Resist Political Islam

Ignorant Public, Iran’s pain

Ignorance is a bad seed, which tyrants such as Khamenei and co. cultivate among their subjects, growing an ignorant public, gaining the loyalty of bassijis.

Ignorant Public, Iran’s pain

In their thousands,the bassijis gathered to cheer their Allah, God, Ali Khameinei. They are the ludicrous caricatures of an ignorant public that prevent the Iranian society to progress. Ignorance is a bad seed, which tyrants such as Khamenei and co. cultivate among their subjects.

Quoting Khomeini (approximate): Muslims should think of getting rid of the Devil and not let the sharks [i.e. the West] wolf them. N.B.: Muslims are kindly requested to tolerate each other before giving the world lessons.

Updated: October 2018.

Censorship and propaganda does not and cannot prevent freedom to think and to feel. The Iranian ayatollahs cannot interfere there, but by using violence and coercion they can and do prevent freedom to communicate. The knowledge that they can do this has a disastrous effect upon the writer and the reader.

The writer is afraid of clearly expressing himself. More often than not the journalists of Iranian media copy and paste what the ayatollahs have ordered him to write. The reader is aware of this fact, and his first reaction to the media headlines is All lies – همش دروغه. Since he is prevented from receiving the communications, he relies on rumours; spreading malicious gossip himself. Like the journalist, the reader is inhibited, though in a different way: he remains ignorant.

Ignorance is a pronounced characteristic of the public in Iran. When people ignore each other and deny facts, there is no hope for betterment.

Censorship and propaganda also have a disastrous effect on the Iranian migrants to the lands that have welcomed them in the West. They do not read Iranian media, considered a waste of time, but rely on their correspondents to keep them conversant with the events in Iran. In other words, they rely on the rumours that have been shaped to their correspondent’s taste and opinions. This, added to a nostalgic view of their home country, produces a distorted and tenuous image.

Our team is confronted with loads of false rumours, and groundless material emailed, notwithstanding bona fides, by our Iranian readers on a daily basis. Some of the subjects hinted at, which we pursue, are based on there is no smoke without fire, albeit there is a long way to go before each material is checked and confirmed.

Interestingly, subjects related to the violation of human rights, such as the fate of Jason Rezaian and Reyhaneh Jabbari, to name the latest who have been headlines in the West, are absent from our readers’ care. Often, upon our enquiry, their replies are far from the facts, or they have never heard of these violations. In fact, they do not really care about such matters as long as they feel safe by obeying the ayatollahs’ lines of conduct in public. They do not realise that they are enslaved.
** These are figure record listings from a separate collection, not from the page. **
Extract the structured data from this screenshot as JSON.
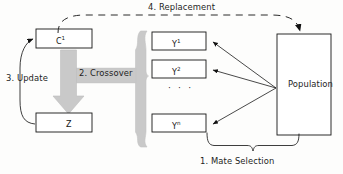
{
  "diagram": {
    "colors": {
      "stroke": "#1a1a1a",
      "gray_arrow": "#c9c9c9",
      "gray_arrow_edge": "#bdbdbd",
      "background": "#fdfdfc",
      "text": "#1a1a1a"
    },
    "nodes": {
      "c1": {
        "label": "C",
        "superscript": "1",
        "x": 36,
        "y": 29,
        "w": 56,
        "h": 19
      },
      "z": {
        "label": "Z",
        "superscript": "",
        "x": 36,
        "y": 113,
        "w": 56,
        "h": 19
      },
      "y1": {
        "label": "Y",
        "superscript": "1",
        "x": 152,
        "y": 32,
        "w": 54,
        "h": 18
      },
      "y2": {
        "label": "Y",
        "superscript": "2",
        "x": 152,
        "y": 60,
        "w": 54,
        "h": 18
      },
      "yn": {
        "label": "Y",
        "superscript": "n",
        "x": 152,
        "y": 114,
        "w": 54,
        "h": 18
      },
      "population": {
        "label": "Population",
        "x": 277,
        "y": 34,
        "w": 54,
        "h": 101
      },
      "ellipsis": {
        "label": "· · ·"
      }
    },
    "steps": [
      {
        "id": "mate-selection",
        "label": "1. Mate Selection"
      },
      {
        "id": "crossover",
        "label": "2. Crossover"
      },
      {
        "id": "update",
        "label": "3. Update"
      },
      {
        "id": "replacement",
        "label": "4. Replacement"
      }
    ],
    "step_labels": {
      "replacement": "4. Replacement",
      "update": "3. Update",
      "crossover": "2. Crossover",
      "mate_selection": "1. Mate Selection"
    }
  }
}
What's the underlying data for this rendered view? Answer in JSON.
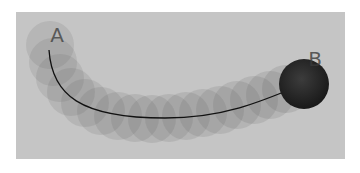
{
  "diagram": {
    "type": "motion-trail",
    "start_label": "A",
    "end_label": "B",
    "colors": {
      "page_background": "#ffffff",
      "panel_background": "#c5c5c5",
      "trail_circle": "#5a5a5a",
      "path_line": "#111111",
      "end_ball": "#2a2a2a",
      "label_text": "#3a3a3a"
    },
    "panel": {
      "x": 16,
      "y": 12,
      "width": 329,
      "height": 147
    },
    "path": "M49,50 C52,95 80,118 165,118 C225,118 265,100 303,84",
    "trail_circles": [
      {
        "cx": 50,
        "cy": 45,
        "r": 24
      },
      {
        "cx": 53,
        "cy": 62,
        "r": 24
      },
      {
        "cx": 60,
        "cy": 78,
        "r": 24
      },
      {
        "cx": 71,
        "cy": 92,
        "r": 24
      },
      {
        "cx": 85,
        "cy": 103,
        "r": 24
      },
      {
        "cx": 101,
        "cy": 111,
        "r": 24
      },
      {
        "cx": 118,
        "cy": 116,
        "r": 24
      },
      {
        "cx": 135,
        "cy": 118,
        "r": 24
      },
      {
        "cx": 152,
        "cy": 119,
        "r": 24
      },
      {
        "cx": 169,
        "cy": 118,
        "r": 24
      },
      {
        "cx": 186,
        "cy": 116,
        "r": 24
      },
      {
        "cx": 203,
        "cy": 113,
        "r": 24
      },
      {
        "cx": 220,
        "cy": 110,
        "r": 24
      },
      {
        "cx": 237,
        "cy": 105,
        "r": 24
      },
      {
        "cx": 254,
        "cy": 100,
        "r": 24
      },
      {
        "cx": 270,
        "cy": 95,
        "r": 24
      },
      {
        "cx": 286,
        "cy": 89,
        "r": 24
      }
    ],
    "end_ball": {
      "cx": 304,
      "cy": 84,
      "r": 25
    },
    "start_label_pos": {
      "x": 57,
      "y": 42
    },
    "end_label_pos": {
      "x": 315,
      "y": 66
    }
  }
}
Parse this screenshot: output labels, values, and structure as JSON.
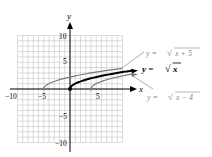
{
  "chart_data": {
    "type": "line",
    "title": "",
    "xlabel": "x",
    "ylabel": "y",
    "xlim": [
      -10,
      10
    ],
    "ylim": [
      -10,
      10
    ],
    "grid": true,
    "x_ticks": [
      -10,
      -5,
      5
    ],
    "y_ticks": [
      10,
      5,
      -5,
      -10
    ],
    "series": [
      {
        "name": "y = √(x + 5)",
        "color": "#808080",
        "start": [
          -5,
          0
        ],
        "end": [
          10,
          3.873
        ]
      },
      {
        "name": "y = √x",
        "color": "#000000",
        "start": [
          0,
          0
        ],
        "end": [
          12,
          3.464
        ]
      },
      {
        "name": "y = √(x − 4)",
        "color": "#808080",
        "start": [
          4,
          0
        ],
        "end": [
          12,
          2.828
        ]
      }
    ]
  },
  "axes": {
    "x_label": "x",
    "y_label": "y",
    "ticks": {
      "x_neg10": "−10",
      "x_neg5": "−5",
      "x_5": "5",
      "y_10": "10",
      "y_5": "5",
      "y_neg5": "−5",
      "y_neg10": "−10"
    }
  },
  "legend": {
    "shift_left": "y = √x + 5",
    "base": "y = √x",
    "shift_right": "y = √x − 4"
  },
  "labels": {
    "shift_left_prefix": "y = ",
    "shift_left_radicand": "x + 5",
    "base_prefix": "y = ",
    "base_radicand": "x",
    "shift_right_prefix": "y = ",
    "shift_right_radicand": "x − 4",
    "sqrt_symbol": "√"
  }
}
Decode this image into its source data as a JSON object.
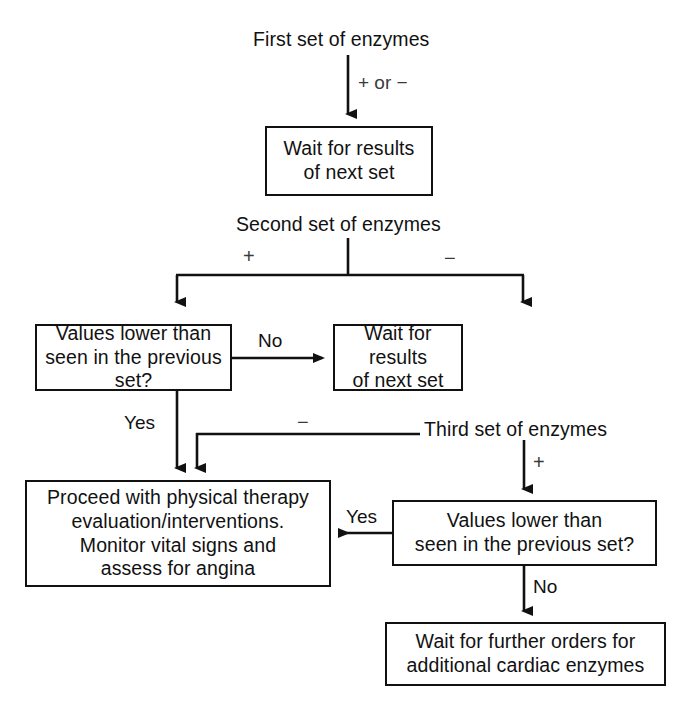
{
  "diagram": {
    "line_color": "#111111",
    "background_color": "#ffffff",
    "nodes": [
      {
        "id": "first-set",
        "type": "label",
        "text": "First set of enzymes"
      },
      {
        "id": "wait-next-set-1",
        "type": "process",
        "text": "Wait for results\nof next set"
      },
      {
        "id": "second-set",
        "type": "label",
        "text": "Second set of enzymes"
      },
      {
        "id": "values-lower-1",
        "type": "decision",
        "text": "Values lower than\nseen in the previous set?"
      },
      {
        "id": "wait-next-set-2",
        "type": "process",
        "text": "Wait for results\nof next set"
      },
      {
        "id": "third-set",
        "type": "label",
        "text": "Third set of enzymes"
      },
      {
        "id": "proceed-pt",
        "type": "process",
        "text": "Proceed with physical therapy\nevaluation/interventions.\nMonitor vital signs and\nassess for angina"
      },
      {
        "id": "values-lower-2",
        "type": "decision",
        "text": "Values lower than\nseen in the previous set?"
      },
      {
        "id": "wait-further-orders",
        "type": "process",
        "text": "Wait for further orders for\nadditional cardiac enzymes"
      }
    ],
    "edge_labels": [
      {
        "id": "edge-plus-or-minus",
        "text": "+ or −",
        "from": "first-set",
        "to": "wait-next-set-1"
      },
      {
        "id": "edge-second-plus",
        "text": "+",
        "from": "second-set",
        "to": "values-lower-1"
      },
      {
        "id": "edge-second-minus",
        "text": "−",
        "from": "second-set",
        "to": "wait-next-set-2"
      },
      {
        "id": "edge-no-1",
        "text": "No",
        "from": "values-lower-1",
        "to": "wait-next-set-2"
      },
      {
        "id": "edge-yes-1",
        "text": "Yes",
        "from": "values-lower-1",
        "to": "proceed-pt"
      },
      {
        "id": "edge-third-minus",
        "text": "−",
        "from": "third-set",
        "to": "proceed-pt"
      },
      {
        "id": "edge-third-plus",
        "text": "+",
        "from": "third-set",
        "to": "values-lower-2"
      },
      {
        "id": "edge-yes-2",
        "text": "Yes",
        "from": "values-lower-2",
        "to": "proceed-pt"
      },
      {
        "id": "edge-no-2",
        "text": "No",
        "from": "values-lower-2",
        "to": "wait-further-orders"
      }
    ]
  }
}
The Iranian generation brought up in the West, borne from the refugees who fled the revolutionary Iran in the early 1980s, is somehow prepared to face the democratic values and debates. The future will show if they are able to use their capital of education for building Iran with the younger generation in the country, or follow their elders on the path of fear, apathy and gossip.

Once more, and we are repeating ourselves unashamedly, structuring democracy is not about having the right kind of State institutions. It is all about the people’s willingness and the understanding of their environment with an informed opinion. We Iranians have a very long way ahead of us.